As ancient peoples, we first knew water as just a
major part of the environment. Our awareness of its practical properties
evolved while its spiritual qualities also emerged in ancient and
modern minds. Some ancients began to think of it as an "element"
long before we had any idea of what an element was in the nuclear
sense of twentieth century physics and chemistry. Remarkably, the
several thousand year-old debate about whether the tangible world
consisted of atoms or a continuum did not end until the nineteenth
century became the twentieth.
And what about water? Water, it transpires, was not
even discovered until the late eighteenth century!2
As Davis and Day relate in their excellent little 1960s work, Water:
The Mirror of Science (well worth hunting for in used book stores),
it was not until 1783 that Henry Cavendish in England could conclude
that water was composed of the gases hydrogen and oxygen in certain
definite proportions. Hydrogen he knew only as "inflammable air"

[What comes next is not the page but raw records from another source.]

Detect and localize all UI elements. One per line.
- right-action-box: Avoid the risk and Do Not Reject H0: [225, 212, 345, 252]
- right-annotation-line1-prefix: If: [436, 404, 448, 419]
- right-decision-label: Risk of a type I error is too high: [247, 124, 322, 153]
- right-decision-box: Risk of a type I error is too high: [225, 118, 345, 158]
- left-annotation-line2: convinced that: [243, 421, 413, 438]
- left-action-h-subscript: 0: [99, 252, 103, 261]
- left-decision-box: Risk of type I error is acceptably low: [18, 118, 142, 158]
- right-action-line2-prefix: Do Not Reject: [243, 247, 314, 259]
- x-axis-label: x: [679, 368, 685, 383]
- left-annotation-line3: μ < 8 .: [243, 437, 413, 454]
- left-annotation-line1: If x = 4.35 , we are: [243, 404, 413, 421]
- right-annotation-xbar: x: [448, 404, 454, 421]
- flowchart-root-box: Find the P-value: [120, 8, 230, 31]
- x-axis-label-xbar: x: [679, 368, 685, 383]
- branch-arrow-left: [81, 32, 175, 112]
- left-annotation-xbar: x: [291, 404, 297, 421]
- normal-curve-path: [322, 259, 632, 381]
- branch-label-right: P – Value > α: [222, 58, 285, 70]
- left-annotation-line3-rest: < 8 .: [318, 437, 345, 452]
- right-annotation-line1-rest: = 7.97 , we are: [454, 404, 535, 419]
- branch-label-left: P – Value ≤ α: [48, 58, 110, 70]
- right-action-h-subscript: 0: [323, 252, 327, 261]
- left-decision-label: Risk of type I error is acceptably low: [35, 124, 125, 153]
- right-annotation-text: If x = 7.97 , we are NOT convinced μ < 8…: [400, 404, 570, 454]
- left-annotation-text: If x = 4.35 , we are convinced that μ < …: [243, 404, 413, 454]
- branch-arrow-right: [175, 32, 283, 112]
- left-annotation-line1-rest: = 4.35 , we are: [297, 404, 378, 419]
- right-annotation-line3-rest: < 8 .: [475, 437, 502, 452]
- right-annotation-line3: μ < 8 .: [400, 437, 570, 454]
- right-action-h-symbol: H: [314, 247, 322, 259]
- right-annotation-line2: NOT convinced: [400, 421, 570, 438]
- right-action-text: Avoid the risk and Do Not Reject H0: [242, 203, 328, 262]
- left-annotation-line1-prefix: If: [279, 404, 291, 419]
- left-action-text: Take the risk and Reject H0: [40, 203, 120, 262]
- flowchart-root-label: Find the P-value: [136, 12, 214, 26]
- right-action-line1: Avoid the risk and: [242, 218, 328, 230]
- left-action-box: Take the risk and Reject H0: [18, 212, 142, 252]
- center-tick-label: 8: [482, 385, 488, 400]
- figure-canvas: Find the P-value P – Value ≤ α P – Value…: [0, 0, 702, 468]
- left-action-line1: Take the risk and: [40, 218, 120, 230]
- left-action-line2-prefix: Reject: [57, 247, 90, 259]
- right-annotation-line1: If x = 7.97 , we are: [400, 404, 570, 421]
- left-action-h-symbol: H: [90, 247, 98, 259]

and oxygen as "dephlogisticated air." Despite this primitive eighteenth
century knowledge, it was a key turning point. Water was no longer
an element. From then on, the path was open to reveal even greater
mysteries within enigmatic water.
As did the ancient mariner of Coleridge's poem, we
thirst for "miracles" from water-some of these, such as several
laboratory-established energy sources, we now know to be real, though
they still lag in acceptance and development. Others, such as Riess's
theory of omnipresent Earth-generated water, and Benveniste's "memory
of water," may turn out to be be mirages. But I would not bet that
these claims will turn out to be ephemeral. Work is still going
on; data is in hand, even building. A water "miracle" may be no
miracle once you have seen it and measured it enough times
and have checked your vision. What we most need now is that rarest
of elements: open minds to study and develop these possibilities,
plus the resources to make that happen.
Much of this Infinite Energy water issue owes
its life to Barbara DelloRusso, our creative Managing Editor. Barbara
was instrumental in pulling together all the diverse articles, materials,
and fragments that, we hope, make this issue impressive to the beholder.
Especially appreciated is Barbara's written contribution-an overview
of the history of the Quoddy tidal power project. We can't thank
her enough for her tireless efforts on behalf of this very special
magazine, and for this very special issue.-EFM
References:
- Caro, P. 1993. Water, McGraw-Hill,
Inc., New York (translation of French edition, 1992).
- Davis, K.S. and Day, J.A. 1961. Water:
The Mirror of Science, Anchor Books, Doubleday & Company,
Garden City, NY.
- Frank, L. 1990. The Big Splash,
Birch Lane Press.
- Leslie, J. 2000. "Running Dry: What Happens
When the World No Longer Has Enough Freshwater," Harpers Magazine,
July, pp. 37-52.
- Simon, P. 1998. Tapped Out: The Coming
World Crisis in Water and What We Can Do About It, Welcome
Rain Publishers, New York.
- Schiff, M. 1994. The Memory of Water:
Homeopathy and the Battle of Ideas in the New Science, Thorsons,
an Imprint of Harper Collins Publishers, London, San Francisco.